Harriet May Mills House

The Harriet May Mills House or Harriet May Mills Residence is a historic home on the west side of Syracuse, New York. It was listed in the National Register of Historic Places in 2002. Extensive information on the restoration of the home and its former owners is archived on the now-defunct HarrietMayMills.org website.

Charles de Berard Mills and Harriet Ann Mills were abolitionists. Harriet May Mills, their daughter, was active in women's rights. She co-founded a suffragette club, the Political Equality Club, in 1892, which grew rapidly. She was the first female to run for a major state-wide office as a candidate of a major political party, running for New York State's Secretary of State in 1920.

Famous quotes containing the words harriet, mills and/or house:

    Summer is different. We now have breakfast together, for example ... it hasn’t happened in so long that we’re not sure how to go about it. So we bump into each other in the kitchen. I never saw Ozzie and Harriet bump into each other in the kitchen—not once. Ozzie knew his place was at the table, while Harriet knew that her place was at the stove.
    Nathan Cobb (20th century)

    Not wishing to be disturbed over moral issues of the political economy, Americans cling to the notion that the government is a sort of automatic machine, regulated by the balancing of competing interests.
    —C. Wright Mills (1916–1962)

    If I knew for a certainty that a man was coming to my house with the conscious design of doing me good, I should run for my life ... for fear that I should get some of his good done to me,—some of its virus mingled with my blood.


Work instructions » Look through the lines below, find those with the word "Pricing", and copy them.

Data items »
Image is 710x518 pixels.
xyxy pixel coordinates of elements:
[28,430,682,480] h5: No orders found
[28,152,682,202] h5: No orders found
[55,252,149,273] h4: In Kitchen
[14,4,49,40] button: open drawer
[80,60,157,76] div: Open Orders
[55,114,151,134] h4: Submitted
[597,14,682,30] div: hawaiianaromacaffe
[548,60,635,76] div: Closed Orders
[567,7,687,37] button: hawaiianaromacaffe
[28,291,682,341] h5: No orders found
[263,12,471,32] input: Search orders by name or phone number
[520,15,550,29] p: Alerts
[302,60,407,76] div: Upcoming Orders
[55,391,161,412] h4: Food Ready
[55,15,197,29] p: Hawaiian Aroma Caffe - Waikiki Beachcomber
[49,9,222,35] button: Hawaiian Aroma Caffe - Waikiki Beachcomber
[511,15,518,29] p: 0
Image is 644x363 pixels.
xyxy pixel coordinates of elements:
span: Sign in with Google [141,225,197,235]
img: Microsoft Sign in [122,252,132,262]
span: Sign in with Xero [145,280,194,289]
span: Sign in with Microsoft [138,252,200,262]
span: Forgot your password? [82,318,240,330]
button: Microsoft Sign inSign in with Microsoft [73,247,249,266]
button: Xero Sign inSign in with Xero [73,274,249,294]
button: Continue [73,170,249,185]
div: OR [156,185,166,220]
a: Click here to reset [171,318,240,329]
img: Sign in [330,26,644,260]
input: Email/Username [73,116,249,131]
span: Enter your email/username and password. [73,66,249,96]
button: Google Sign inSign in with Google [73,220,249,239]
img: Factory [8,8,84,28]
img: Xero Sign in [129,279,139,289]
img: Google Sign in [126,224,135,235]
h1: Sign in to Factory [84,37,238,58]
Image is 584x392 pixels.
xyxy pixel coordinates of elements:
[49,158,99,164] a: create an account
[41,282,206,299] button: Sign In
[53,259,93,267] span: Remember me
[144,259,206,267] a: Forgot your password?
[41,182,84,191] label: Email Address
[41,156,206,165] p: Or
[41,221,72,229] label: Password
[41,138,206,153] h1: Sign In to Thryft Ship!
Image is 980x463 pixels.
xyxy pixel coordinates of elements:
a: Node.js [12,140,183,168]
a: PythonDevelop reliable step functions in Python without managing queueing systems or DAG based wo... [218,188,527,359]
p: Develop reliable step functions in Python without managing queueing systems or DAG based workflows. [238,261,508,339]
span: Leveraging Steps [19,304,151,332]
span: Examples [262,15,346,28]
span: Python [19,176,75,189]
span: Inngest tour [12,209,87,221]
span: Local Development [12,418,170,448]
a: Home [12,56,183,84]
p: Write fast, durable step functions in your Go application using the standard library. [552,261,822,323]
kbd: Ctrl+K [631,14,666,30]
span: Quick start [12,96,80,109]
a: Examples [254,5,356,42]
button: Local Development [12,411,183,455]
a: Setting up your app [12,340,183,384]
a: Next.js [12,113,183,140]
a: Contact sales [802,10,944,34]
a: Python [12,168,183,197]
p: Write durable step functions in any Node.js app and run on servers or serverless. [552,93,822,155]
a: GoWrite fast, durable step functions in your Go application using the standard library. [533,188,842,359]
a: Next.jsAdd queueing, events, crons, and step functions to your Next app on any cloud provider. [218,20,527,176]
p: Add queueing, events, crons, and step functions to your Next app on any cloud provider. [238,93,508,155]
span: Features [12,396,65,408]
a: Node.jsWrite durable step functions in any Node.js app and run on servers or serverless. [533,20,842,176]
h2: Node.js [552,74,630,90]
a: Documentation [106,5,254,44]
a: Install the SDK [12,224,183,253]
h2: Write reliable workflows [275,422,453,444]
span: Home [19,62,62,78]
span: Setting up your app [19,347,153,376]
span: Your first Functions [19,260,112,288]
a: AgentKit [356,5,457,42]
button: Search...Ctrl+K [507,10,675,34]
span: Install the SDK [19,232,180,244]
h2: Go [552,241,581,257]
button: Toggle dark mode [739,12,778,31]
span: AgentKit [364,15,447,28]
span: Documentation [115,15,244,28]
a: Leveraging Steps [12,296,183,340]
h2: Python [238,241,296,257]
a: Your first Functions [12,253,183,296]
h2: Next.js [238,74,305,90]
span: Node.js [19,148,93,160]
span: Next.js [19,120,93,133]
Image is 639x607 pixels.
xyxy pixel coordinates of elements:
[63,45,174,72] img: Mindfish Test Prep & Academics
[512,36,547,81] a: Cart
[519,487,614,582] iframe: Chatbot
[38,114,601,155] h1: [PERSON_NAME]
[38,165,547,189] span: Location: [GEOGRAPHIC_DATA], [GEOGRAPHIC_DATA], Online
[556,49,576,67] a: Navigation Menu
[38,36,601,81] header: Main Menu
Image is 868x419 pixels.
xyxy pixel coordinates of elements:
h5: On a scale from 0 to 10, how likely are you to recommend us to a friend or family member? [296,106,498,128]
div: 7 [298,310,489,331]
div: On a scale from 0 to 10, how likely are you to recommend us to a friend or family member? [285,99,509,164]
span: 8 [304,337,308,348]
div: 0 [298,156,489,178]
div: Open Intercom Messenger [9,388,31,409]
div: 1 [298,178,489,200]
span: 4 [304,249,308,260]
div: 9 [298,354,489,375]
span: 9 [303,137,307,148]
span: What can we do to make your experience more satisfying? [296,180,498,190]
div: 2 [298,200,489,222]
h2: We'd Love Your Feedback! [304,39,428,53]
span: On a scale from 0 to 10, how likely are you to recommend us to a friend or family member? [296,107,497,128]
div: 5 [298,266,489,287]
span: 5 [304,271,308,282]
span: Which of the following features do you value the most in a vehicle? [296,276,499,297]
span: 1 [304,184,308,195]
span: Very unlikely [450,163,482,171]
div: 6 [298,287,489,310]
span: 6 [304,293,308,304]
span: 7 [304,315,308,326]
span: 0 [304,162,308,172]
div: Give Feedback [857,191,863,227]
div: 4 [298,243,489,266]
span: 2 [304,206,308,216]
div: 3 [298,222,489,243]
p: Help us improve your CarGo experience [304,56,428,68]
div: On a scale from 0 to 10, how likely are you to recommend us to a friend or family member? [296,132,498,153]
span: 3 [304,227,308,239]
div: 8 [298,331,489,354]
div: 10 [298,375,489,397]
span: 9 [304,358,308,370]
* * *
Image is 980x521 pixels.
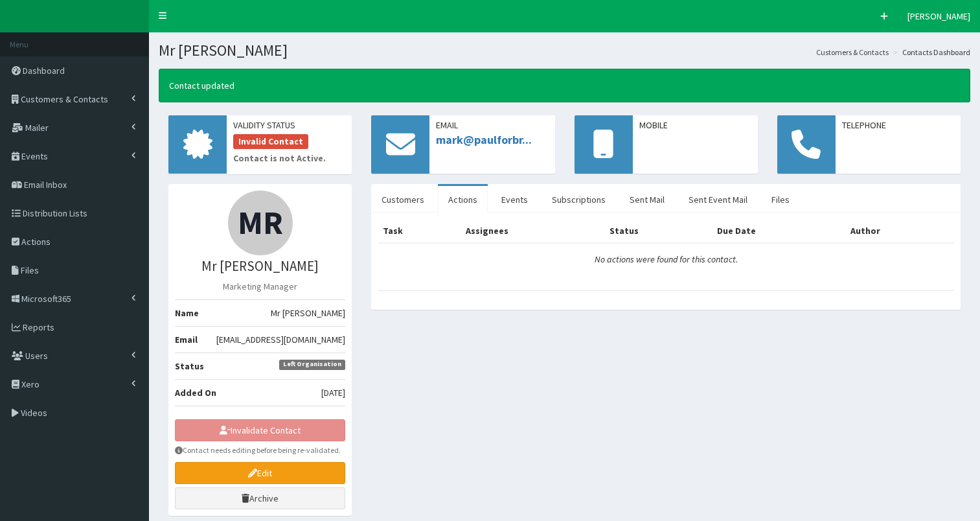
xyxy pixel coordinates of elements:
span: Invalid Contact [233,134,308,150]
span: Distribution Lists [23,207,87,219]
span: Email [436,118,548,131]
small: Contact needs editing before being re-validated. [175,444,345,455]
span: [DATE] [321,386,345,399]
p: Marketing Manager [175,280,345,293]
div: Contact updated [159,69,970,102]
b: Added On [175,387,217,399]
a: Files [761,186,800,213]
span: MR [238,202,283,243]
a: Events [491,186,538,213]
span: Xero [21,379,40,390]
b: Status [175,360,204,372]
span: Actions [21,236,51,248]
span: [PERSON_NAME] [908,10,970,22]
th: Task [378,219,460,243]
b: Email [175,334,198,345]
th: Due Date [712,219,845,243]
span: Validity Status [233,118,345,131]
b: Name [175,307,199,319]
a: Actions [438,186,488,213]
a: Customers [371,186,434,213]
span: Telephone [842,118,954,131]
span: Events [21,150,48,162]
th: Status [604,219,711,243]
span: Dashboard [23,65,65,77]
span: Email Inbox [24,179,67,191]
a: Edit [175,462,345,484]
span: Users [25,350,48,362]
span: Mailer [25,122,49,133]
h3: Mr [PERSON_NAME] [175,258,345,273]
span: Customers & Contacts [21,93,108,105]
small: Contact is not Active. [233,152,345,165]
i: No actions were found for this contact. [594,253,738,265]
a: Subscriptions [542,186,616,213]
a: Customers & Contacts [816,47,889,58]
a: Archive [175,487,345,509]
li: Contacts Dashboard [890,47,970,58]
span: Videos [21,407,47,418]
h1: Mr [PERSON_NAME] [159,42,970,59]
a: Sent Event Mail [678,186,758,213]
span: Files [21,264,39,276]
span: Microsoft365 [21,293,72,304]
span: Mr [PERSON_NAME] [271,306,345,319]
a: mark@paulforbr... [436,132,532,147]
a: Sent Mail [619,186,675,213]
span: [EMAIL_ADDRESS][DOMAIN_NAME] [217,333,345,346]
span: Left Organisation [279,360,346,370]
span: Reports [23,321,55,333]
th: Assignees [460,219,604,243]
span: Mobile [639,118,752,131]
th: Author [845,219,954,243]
* * *
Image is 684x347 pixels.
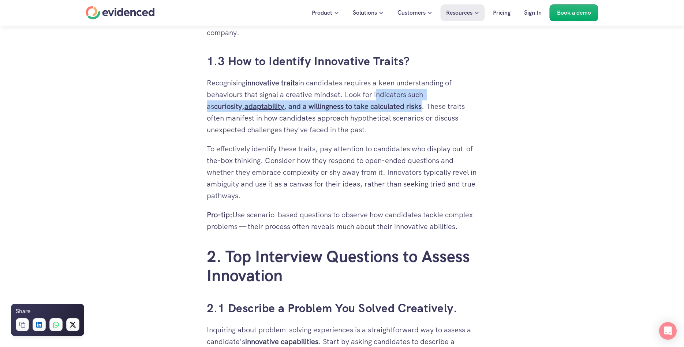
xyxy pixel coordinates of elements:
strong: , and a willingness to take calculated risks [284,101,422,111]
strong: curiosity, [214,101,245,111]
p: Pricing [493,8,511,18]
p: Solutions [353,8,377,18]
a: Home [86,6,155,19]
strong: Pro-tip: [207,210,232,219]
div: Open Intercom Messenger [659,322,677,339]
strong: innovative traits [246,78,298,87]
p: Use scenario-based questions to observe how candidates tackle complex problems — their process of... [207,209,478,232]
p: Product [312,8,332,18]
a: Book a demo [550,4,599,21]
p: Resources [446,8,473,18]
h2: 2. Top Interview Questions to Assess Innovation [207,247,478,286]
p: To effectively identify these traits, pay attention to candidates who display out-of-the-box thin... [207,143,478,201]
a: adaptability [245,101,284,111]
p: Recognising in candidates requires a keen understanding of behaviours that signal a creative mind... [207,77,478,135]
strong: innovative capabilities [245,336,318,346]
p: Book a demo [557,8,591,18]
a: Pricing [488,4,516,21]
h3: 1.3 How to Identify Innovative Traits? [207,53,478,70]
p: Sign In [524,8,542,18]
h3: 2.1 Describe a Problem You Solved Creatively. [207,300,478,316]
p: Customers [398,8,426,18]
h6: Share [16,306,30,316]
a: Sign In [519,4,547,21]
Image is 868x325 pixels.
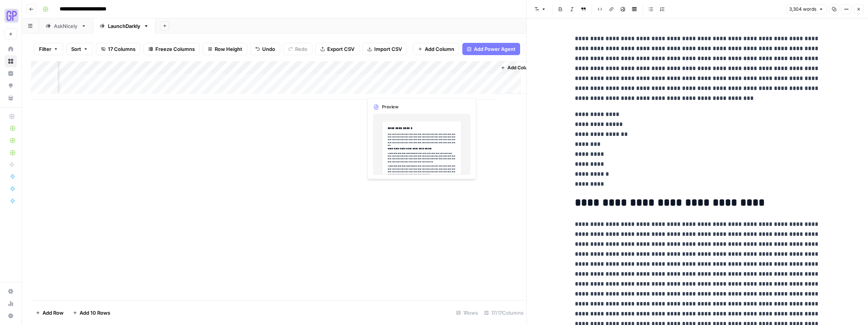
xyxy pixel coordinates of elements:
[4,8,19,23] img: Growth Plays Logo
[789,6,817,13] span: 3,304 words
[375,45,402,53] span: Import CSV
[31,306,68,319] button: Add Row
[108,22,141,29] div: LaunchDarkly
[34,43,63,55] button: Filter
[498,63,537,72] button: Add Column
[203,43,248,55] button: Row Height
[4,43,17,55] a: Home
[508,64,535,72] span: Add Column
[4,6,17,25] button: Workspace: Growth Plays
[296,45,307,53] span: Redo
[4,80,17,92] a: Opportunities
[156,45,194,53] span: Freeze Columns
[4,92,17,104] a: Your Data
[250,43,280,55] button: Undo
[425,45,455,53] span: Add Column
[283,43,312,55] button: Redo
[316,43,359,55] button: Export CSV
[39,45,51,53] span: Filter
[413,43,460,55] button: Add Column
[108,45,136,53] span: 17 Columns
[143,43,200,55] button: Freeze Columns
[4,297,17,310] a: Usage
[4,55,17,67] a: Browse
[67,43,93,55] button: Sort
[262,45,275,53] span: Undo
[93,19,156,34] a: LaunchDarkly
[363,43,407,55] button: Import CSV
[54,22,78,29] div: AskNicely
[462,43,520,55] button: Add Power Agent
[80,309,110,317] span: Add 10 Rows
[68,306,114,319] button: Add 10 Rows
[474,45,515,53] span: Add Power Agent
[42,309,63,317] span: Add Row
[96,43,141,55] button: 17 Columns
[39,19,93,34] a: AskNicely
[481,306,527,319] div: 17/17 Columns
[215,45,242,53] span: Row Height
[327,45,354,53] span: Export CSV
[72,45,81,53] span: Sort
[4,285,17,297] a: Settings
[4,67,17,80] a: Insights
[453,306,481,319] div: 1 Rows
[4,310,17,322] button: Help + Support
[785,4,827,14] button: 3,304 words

Response for this exercise »
p: Pricing [493,8,511,18]
a: Pricing [488,4,516,21]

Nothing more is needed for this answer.